A new book written during the Covid-19 lockdown by Professor Andy Alaszewski, Emeritus Professor of Studies at the University’s Centre for Health Services Studies explores the ways in which policy makers in different countries used risk and how this shaped the choices they made during the first year of the pandemic.

COVID-19 and Risk: Policy Making in a Global Pandemic discusses the centrality of risk to the ways in which modern societies make sense of and respond to disasters such as global pandemics.

Professor Alaszewski wrote this short, rapid response book to examine how and why policy makers in countries with sophisticated health care systems, such as the UK and US, and who had ample warnings, failed to prevent the spread of Covid-19.

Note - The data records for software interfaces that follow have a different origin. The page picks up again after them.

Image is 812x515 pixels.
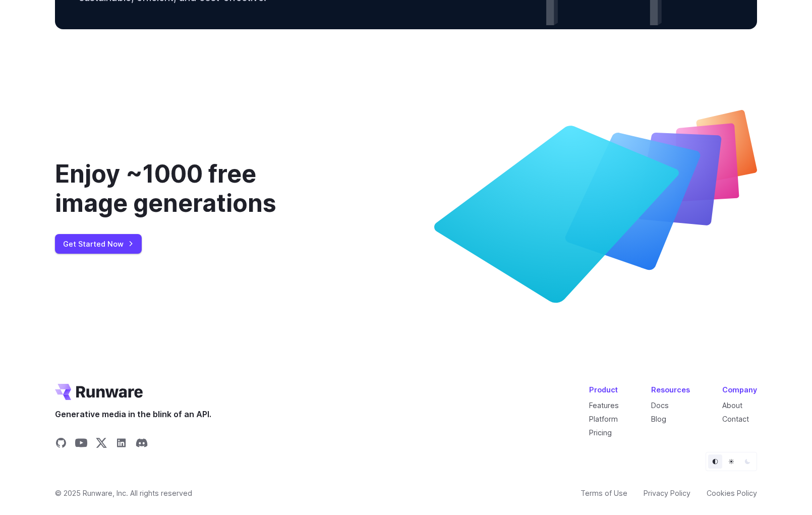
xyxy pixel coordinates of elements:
[708,455,723,468] button: Default
[589,429,612,437] a: Pricing
[55,384,143,400] a: Go to /
[741,455,755,468] button: Dark
[55,487,192,499] span: © 2025 Runware, Inc. All rights reserved
[55,234,142,254] a: Get Started Now
[644,487,691,499] a: Privacy Policy
[55,160,330,218] div: Enjoy ~1000 free image generations
[651,414,667,423] a: Blog
[723,401,743,410] a: About
[651,384,690,395] div: Resources
[723,414,749,423] a: Contact
[55,408,211,421] span: Generative media in the blink of an API.
[589,414,618,423] a: Platform
[723,384,758,395] div: Company
[75,437,87,452] a: Share on YouTube
[55,437,67,452] a: Share on GitHub
[581,487,628,499] a: Terms of Use
[725,455,739,468] button: Light
[136,437,147,452] a: Share on Discord
[95,437,107,452] a: Share on X
[589,401,619,410] a: Features
[115,437,127,452] a: Share on LinkedIn
[651,401,669,410] a: Docs
[589,384,619,395] div: Product
[705,452,758,471] ul: Theme selector
[707,487,758,499] a: Cookies Policy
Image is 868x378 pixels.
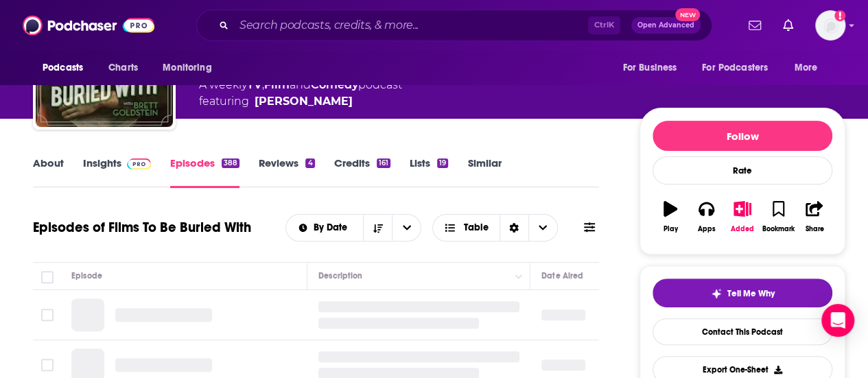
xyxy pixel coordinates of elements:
span: New [675,8,700,21]
a: Episodes388 [170,156,240,188]
div: 4 [305,159,314,168]
h2: Choose List sort [285,214,422,241]
svg: Add a profile image [834,10,845,21]
div: Description [318,268,362,284]
button: Sort Direction [363,215,392,241]
span: For Business [623,59,676,77]
div: Apps [697,225,715,234]
a: Show notifications dropdown [743,14,766,37]
img: User Profile [815,10,845,41]
button: open menu [33,55,101,81]
a: Comedy [311,78,358,91]
span: For Podcasters [702,59,768,77]
a: Brett Goldstein [255,93,352,110]
span: Monitoring [162,59,211,77]
div: 161 [376,159,391,168]
button: Share [797,192,832,241]
a: Charts [99,55,146,81]
img: Podchaser - Follow, Share and Rate Podcasts [23,13,155,38]
a: Credits161 [334,156,391,188]
div: Open Intercom Messenger [821,304,854,337]
span: Toggle select row [41,308,54,321]
button: Added [724,192,760,241]
button: Play [652,192,688,241]
div: A weekly podcast [199,76,402,110]
a: Film [264,78,290,91]
img: tell me why sparkle [711,288,722,299]
button: open menu [612,55,694,81]
a: Similar [467,156,501,188]
span: , [262,78,264,91]
a: About [33,156,64,188]
div: Play [663,225,678,234]
span: Toggle select row [41,358,54,371]
button: open menu [785,55,835,81]
span: By Date [313,223,352,233]
a: Reviews4 [259,156,314,188]
button: Bookmark [760,192,796,241]
button: Choose View [432,214,558,241]
button: open menu [286,223,364,233]
button: open menu [693,55,787,81]
div: Share [804,225,823,234]
span: Ctrl K [588,16,620,34]
span: Logged in as RebRoz5 [815,10,845,41]
button: open menu [392,215,420,241]
button: Column Actions [510,268,527,285]
div: Episode [71,268,102,284]
button: tell me why sparkleTell Me Why [652,279,832,307]
div: Added [730,225,754,234]
span: Open Advanced [637,22,694,29]
span: Podcasts [42,59,83,77]
div: 19 [437,159,448,168]
a: Contact This Podcast [652,319,832,345]
img: Podchaser Pro [127,159,151,170]
a: InsightsPodchaser Pro [83,156,151,188]
button: Follow [652,121,832,151]
a: Show notifications dropdown [777,14,798,37]
span: More [794,59,818,77]
span: and [290,78,311,91]
div: 388 [222,159,240,168]
button: Open AdvancedNew [631,17,701,34]
h1: Episodes of Films To Be Buried With [33,219,251,236]
span: featuring [199,93,402,110]
a: Lists19 [409,156,448,188]
button: Apps [688,192,724,241]
div: Date Aired [541,268,583,284]
div: Search podcasts, credits, & more... [196,9,712,41]
div: Sort Direction [499,215,528,241]
input: Search podcasts, credits, & more... [234,14,588,37]
span: Charts [109,59,138,77]
button: open menu [153,55,229,81]
button: Show profile menu [815,10,845,41]
span: Tell Me Why [727,288,775,299]
div: Rate [652,156,832,184]
a: TV [247,78,262,91]
span: Table [464,223,488,233]
div: Bookmark [762,225,794,234]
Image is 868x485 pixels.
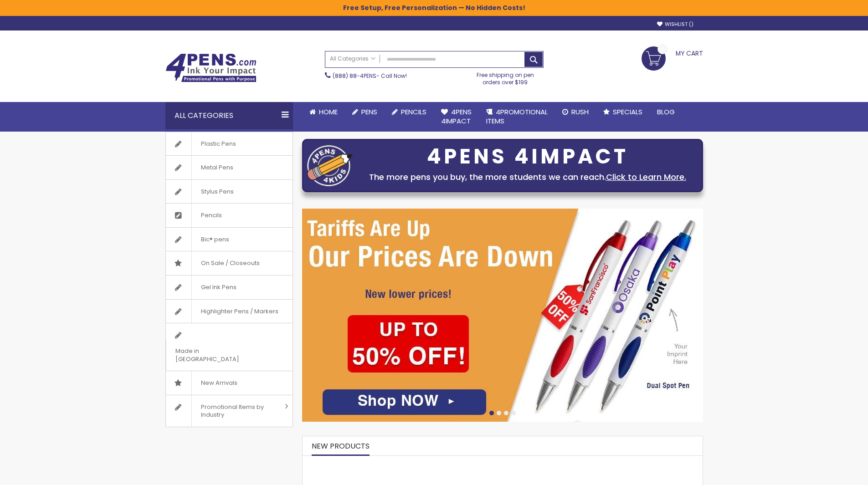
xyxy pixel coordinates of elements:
span: Pencils [401,107,426,117]
span: Bic® pens [191,227,238,252]
a: 4Pens4impact [434,102,479,132]
div: All Categories [166,102,293,129]
span: Highlighter Pens / Markers [191,300,288,323]
a: Plastic Pens [166,132,293,156]
span: All Categories [330,55,376,63]
a: Pens [345,102,385,122]
span: Plastic Pens [191,132,245,156]
a: Pencils [385,102,434,122]
div: The more pens you buy, the more students we can reach. [357,171,698,184]
span: Pencils [191,203,231,227]
span: Stylus Pens [191,180,243,203]
div: Free shipping on pen orders over $199 [467,68,544,86]
a: Highlighter Pens / Markers [166,300,293,323]
a: Click to Learn More. [606,171,686,183]
a: Gel Ink Pens [166,276,293,299]
span: Made in [GEOGRAPHIC_DATA] [166,339,270,371]
a: Bic® pens [166,227,293,252]
a: Metal Pens [166,156,293,179]
span: - Call Now! [333,72,407,79]
a: Wishlist [657,21,693,28]
span: Promotional Items by Industry [191,395,282,427]
img: four_pen_logo.png [307,145,353,187]
a: Custom Soft Touch Metal Pen - Stylus Top [471,460,612,468]
a: Stylus Pens [166,180,293,203]
span: New Products [312,441,370,451]
img: /cheap-promotional-products.html [302,209,703,422]
span: Rush [571,107,589,117]
a: On Sale / Closeouts [166,252,293,275]
span: Gel Ink Pens [191,276,246,299]
a: The Barton Custom Pens Special Offer [303,460,462,468]
span: New Arrivals [191,371,246,395]
a: Specials [596,102,649,122]
img: 4Pens Custom Pens and Promotional Products [166,54,256,82]
a: Home [302,102,345,122]
a: Blog [649,102,682,122]
span: 4Pens 4impact [441,107,471,126]
span: Pens [361,107,377,117]
a: 4PROMOTIONALITEMS [479,102,555,132]
a: Rush [555,102,596,122]
span: Metal Pens [191,156,243,179]
span: On Sale / Closeouts [191,252,269,275]
a: New Arrivals [166,371,293,395]
span: Specials [613,107,642,117]
div: 4PENS 4IMPACT [357,147,698,166]
span: 4PROMOTIONAL ITEMS [486,107,548,126]
span: Blog [657,107,675,117]
a: Made in [GEOGRAPHIC_DATA] [166,323,293,371]
a: Pencils [166,203,293,227]
a: (888) 88-4PENS [333,72,376,79]
a: Promotional Items by Industry [166,395,293,427]
span: Home [319,107,338,117]
a: All Categories [325,52,380,67]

He draws upon decades of research into risk and the related concepts of trust and hope. He argues that policy makers tended to equate risk with probability. This meant that key elements of risk such as outcomes and risk categorisation did not get proper attention. For example, in the UK priorities for vaccination were decided by a committee of technical experts. There has been no real scrutiny and no public debate about the benefits of different priorities, such as protecting the vulnerable and breaking the chain of transmission versus ensuring social justice.

Professor Alaszewski said: ‘The Covid-19 pandemic is man-made, not a natural disaster. Countries such as Taiwan and New Zealand that framed Covid-19 as a SARS-like disease, concentrated on preventing transmission of the virus and developing trust and effective communication with their populations. They are nearly Covid free. Countries such as the UK and US that framed Covid-19 as seasonal flu, allowing even encouraging the virus to spread in their populations to achieve herd immunity. In these countries trust between policy maker and the population was undermined by mixed messaging about the virus, tension between political leaders and medical experts about how to deal with the virus and a failure to impose sanctions on public figures who broke the lockdown rules.

‘The failures of these policies and their impact on individuals and their families forms a central theme in the media coverage of the pandemic. The mass media have used a narrative matrix that combines statistics with individual stories. These stories have highlighted the suffering caused by the pandemic and allocated blame. This coverage is starting to feed into more formal inquiries into the ways in which policy makers in countries such as the US and UK failed to identify and manage the risks of Covid-19.’

COVID-19 and Risk: Policy Making in a Global Pandemic is published by Policy Press and will be released on Tuesday 9 March 2021. The book is being published as part of Policy Press’ Rapid Response series in e-book format.